This is a list of helpful reference materials and code pointers for someone interested in writing a compiler from Move bytecode[1] to a different format, a tool that consumes Move bytecode and outputs something else (warnings, optimized bytecode, generated frontend code, ...). This list is also marginally helpful for <something> -> bytecode tools, but probably needs some additional pointers from @tnowacki.
Code for the Move bytecode format, including instructions
List of bytecode instructions and types. Up-to-date.
Spec for the binary format. Not fully up-to-date, but includes some details absent in the list above
The Move bytecode model is an artifact that can be produced from source or bytecode, and contains lots of useful functionality and metadata for a linter, static analyzer, or compiler
Code for stackless bytecode a representation of the Move bytecode that compiles the operand stack into registers. This is a very convenient representation for writing static analyzers, or targeting another representation that does not have an operand stack. This is used by the Move prover. The stackless bytecode compiler is also worth a look if you are writing a compiler directly from bytecode.
An example of a simple, classic analysis pass (reaching definitions) that operates over the stackless bytecode
An example of a compositional, interprocedural analysis pass (read/write set analysis) that operates over the stackless bytecode. This leverages built-in functionality for constructing a call graph, topologically sorting it, and analyzing bottom-up starting from the leaves. Recursive cycles are handled via SCC decomposition.
Paper formalizing the semantics of many core instructions. The memory model in this paper might be useful to look at if you are compiling Move to representation with a byte-addressable memory (e.g., Miden bytecode)
[1] Someone writing such a tool will often reach for Move IR, with the assumption that it is like (e.g.) LLVM IR (i.e., a well specified, carefully designed intermediate language designed for transformations and analysis, a good compilation target). This is not the case--Move IR is used primarily for testing the bytecode verifier, is unstable, and under-documented. Bytecode or stackless bytecode is the best choice for such tools at the moment.
This is a list of helpful reference materials and code pointers for someone interested in writing a compiler from Move bytecode[1] to a different format, a tool that consumes Move bytecode and outputs something else (warnings, optimized bytecode, generated frontend code, ...). This list is also marginally helpful for
<something>
-> bytecode tools, but probably needs some additional pointers from @tnowacki.[1] Someone writing such a tool will often reach for Move IR, with the assumption that it is like (e.g.) LLVM IR (i.e., a well specified, carefully designed intermediate language designed for transformations and analysis, a good compilation target). This is not the case--Move IR is used primarily for testing the bytecode verifier, is unstable, and under-documented. Bytecode or stackless bytecode is the best choice for such tools at the moment.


■ Exercise details ■
Scan the lines below; pull out those with "angle".

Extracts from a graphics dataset
"""

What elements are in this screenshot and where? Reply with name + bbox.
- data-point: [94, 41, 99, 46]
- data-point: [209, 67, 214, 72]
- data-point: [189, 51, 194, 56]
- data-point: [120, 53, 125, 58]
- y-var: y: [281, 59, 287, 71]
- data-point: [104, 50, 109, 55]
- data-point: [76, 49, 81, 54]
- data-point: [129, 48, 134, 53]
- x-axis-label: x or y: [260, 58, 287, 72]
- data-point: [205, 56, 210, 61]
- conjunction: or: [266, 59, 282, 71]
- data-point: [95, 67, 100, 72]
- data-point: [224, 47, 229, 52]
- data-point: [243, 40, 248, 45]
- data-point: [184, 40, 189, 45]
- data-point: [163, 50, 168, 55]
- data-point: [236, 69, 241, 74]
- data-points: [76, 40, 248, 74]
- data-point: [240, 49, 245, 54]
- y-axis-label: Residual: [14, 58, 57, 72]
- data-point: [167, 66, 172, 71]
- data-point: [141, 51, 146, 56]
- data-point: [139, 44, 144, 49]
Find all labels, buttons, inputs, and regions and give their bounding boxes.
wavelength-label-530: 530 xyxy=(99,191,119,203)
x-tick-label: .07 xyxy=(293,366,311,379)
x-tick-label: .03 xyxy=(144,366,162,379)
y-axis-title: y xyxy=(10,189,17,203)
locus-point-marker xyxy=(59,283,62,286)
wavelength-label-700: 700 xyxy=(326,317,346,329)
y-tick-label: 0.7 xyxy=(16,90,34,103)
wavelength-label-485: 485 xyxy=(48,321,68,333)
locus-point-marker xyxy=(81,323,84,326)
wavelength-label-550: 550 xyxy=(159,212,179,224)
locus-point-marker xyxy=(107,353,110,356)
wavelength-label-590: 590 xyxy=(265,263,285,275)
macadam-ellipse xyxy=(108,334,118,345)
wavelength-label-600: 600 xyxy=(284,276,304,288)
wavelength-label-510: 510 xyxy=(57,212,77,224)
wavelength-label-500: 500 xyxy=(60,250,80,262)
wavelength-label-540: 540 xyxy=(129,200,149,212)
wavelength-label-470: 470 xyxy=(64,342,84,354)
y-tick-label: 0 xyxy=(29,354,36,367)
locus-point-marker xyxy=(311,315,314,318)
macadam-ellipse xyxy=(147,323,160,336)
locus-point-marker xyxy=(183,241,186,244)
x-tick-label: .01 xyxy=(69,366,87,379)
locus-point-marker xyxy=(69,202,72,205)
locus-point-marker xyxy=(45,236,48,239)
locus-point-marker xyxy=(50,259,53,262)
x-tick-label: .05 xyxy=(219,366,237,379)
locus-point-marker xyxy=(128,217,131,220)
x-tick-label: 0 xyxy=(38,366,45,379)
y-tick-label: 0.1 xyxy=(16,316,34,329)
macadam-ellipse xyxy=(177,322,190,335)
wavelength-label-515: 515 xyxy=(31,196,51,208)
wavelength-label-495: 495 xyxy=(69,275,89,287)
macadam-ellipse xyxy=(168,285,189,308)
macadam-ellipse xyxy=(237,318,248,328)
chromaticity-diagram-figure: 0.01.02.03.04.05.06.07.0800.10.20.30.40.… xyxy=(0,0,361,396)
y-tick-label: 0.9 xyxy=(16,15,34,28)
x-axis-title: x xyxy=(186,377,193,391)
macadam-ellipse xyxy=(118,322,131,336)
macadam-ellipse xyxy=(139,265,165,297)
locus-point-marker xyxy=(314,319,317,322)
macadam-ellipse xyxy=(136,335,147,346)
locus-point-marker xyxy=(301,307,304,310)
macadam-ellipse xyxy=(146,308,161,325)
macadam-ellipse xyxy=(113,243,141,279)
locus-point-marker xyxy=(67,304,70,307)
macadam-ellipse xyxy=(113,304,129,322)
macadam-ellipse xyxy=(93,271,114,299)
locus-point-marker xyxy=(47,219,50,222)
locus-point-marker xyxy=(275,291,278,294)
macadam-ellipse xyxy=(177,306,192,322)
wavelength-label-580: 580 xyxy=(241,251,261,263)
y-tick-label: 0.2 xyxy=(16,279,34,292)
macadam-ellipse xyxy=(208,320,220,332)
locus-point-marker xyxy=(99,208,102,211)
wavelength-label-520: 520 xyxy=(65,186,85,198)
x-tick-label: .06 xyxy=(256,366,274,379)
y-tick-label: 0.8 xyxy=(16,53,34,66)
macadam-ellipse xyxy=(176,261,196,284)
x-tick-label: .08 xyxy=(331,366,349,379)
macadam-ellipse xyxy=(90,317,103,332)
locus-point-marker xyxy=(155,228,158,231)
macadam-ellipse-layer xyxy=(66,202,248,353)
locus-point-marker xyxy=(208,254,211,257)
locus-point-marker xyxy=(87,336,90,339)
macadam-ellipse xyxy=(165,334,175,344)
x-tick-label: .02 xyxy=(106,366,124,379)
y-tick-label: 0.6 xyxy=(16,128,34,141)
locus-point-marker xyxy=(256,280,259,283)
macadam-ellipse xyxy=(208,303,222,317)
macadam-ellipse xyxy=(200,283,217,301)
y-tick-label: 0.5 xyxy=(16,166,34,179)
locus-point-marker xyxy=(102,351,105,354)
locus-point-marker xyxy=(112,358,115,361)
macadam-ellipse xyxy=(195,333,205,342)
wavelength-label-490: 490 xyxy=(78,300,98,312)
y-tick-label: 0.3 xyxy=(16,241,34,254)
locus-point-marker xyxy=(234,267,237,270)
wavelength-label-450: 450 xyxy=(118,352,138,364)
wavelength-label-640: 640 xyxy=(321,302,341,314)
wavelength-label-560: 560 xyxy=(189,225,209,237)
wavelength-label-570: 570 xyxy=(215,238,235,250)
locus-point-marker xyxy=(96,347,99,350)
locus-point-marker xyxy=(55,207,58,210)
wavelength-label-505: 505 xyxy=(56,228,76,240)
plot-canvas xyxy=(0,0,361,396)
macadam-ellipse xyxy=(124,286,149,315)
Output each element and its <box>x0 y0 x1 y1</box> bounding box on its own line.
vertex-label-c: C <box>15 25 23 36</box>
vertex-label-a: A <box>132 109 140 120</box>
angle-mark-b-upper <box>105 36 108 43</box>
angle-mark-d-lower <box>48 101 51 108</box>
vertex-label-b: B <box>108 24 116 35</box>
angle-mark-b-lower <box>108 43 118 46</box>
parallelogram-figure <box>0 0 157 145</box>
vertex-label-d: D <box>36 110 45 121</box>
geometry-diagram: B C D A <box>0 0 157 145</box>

"""

■ Result ■
angle-mark-b-upper <box>105 36 108 43</box>
angle-mark-d-lower <box>48 101 51 108</box>
angle-mark-b-lower <box>108 43 118 46</box>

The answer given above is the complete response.